Is it the means (atomic bomb) or the destruction that raise that question for you?
Tokyo had a higher death toll from conventional bombing and incendiaries, and Dresden raised the question of whether destruction of a city was justified.
Japan had 72 cities destroyed prior to Hiroshima, which was on the "to be destroyed" list before the wider military outside of the Manhattan project knew of the atomic bomb.
The only conceivable (and highly hypothetical) way a nuclear detonation over a city might not violate IHL would require a very narrow set of improbable conditions, which are highly theoretical and borderline implausible in reality.
Empty city scenario:
The city is completely evacuated (e.g. warning issued and civilians withdrawn). The target is a purely military installation (e.g. underground command center, missile base). A low-yield nuclear weapon is used with tightly controlled fallout and blast effects.
Extremis Self-Defense:
The attacking state faces an existential threat (e.g. imminent nuclear attack from another state). A nuclear weapon is used as a last resort, targeting a high-value military asset in a city. The attacker argues that this was the only available means to defend itself.
Hypothetical “Clean” Nuclear Technology:
Some future nuclear weapon is designed with minimal blast, heat, and no residual radiation. It targets a completely isolated, fortified military position within a city. Civilians have been evacuated, and the use is precisely calibrated to avoid harm.
But this is where the fantasy ends. Cities are full of civilians. Nuclear weapons cannot distinguish civilian from combatant. Blast radius, thermal radiation, EMP, and fallout affect vast areas, even with “low-yield” weapons. Hospitals, schools, water systems, food supply chains would all be devastated. Environmental destruction and long-term radiation would cause unnecessary suffering.
The attack would likely violate the prohibition of indiscriminate attacks, the principle of proportionality, and environmental protections (under Additional Protocol I).
Burning entire cities to the ground and immolating their inhabitants was common practice at the time. Doing that with a single bomb simply made the process more efficient.
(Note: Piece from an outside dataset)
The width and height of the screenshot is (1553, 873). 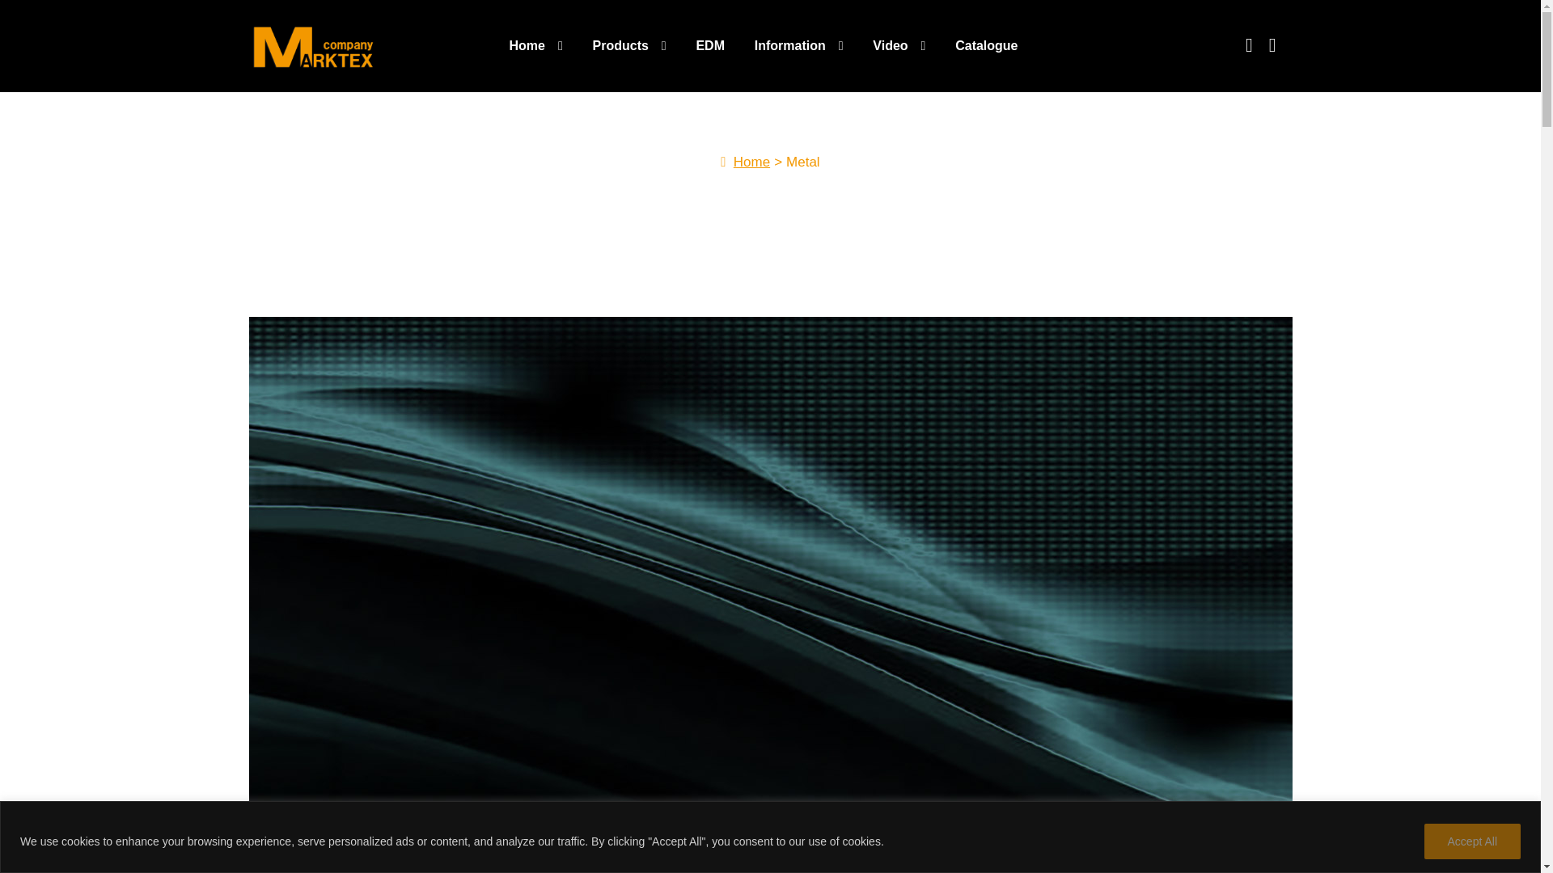 I want to click on Accept All, so click(x=1472, y=841).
They had not yet had time to start thinking of atomic power as something fundamentally different from what had come before: there were only three weeks between the Trinity test and the bombing of Hiroshima.
> How could detonating a nuke over a city not violate humanitarian law … ?
Would you rather have millions of Japanese die—either from trying to repel a US landing or through starvation if a blockade was enact—or 'just' a few hundred thousand?
The atomic bomb was strangely the most humane way, that probably saved the most Japanese lives, of ending the war.
Tokyo had a higher death toll from conventional bombing and incendiaries, and Dresden raised the question of whether destruction of a city was justified.
Japan had 72 cities destroyed prior to Hiroshima, which was on the "to be destroyed" list before the wider military outside of the Manhattan project knew of the atomic bomb.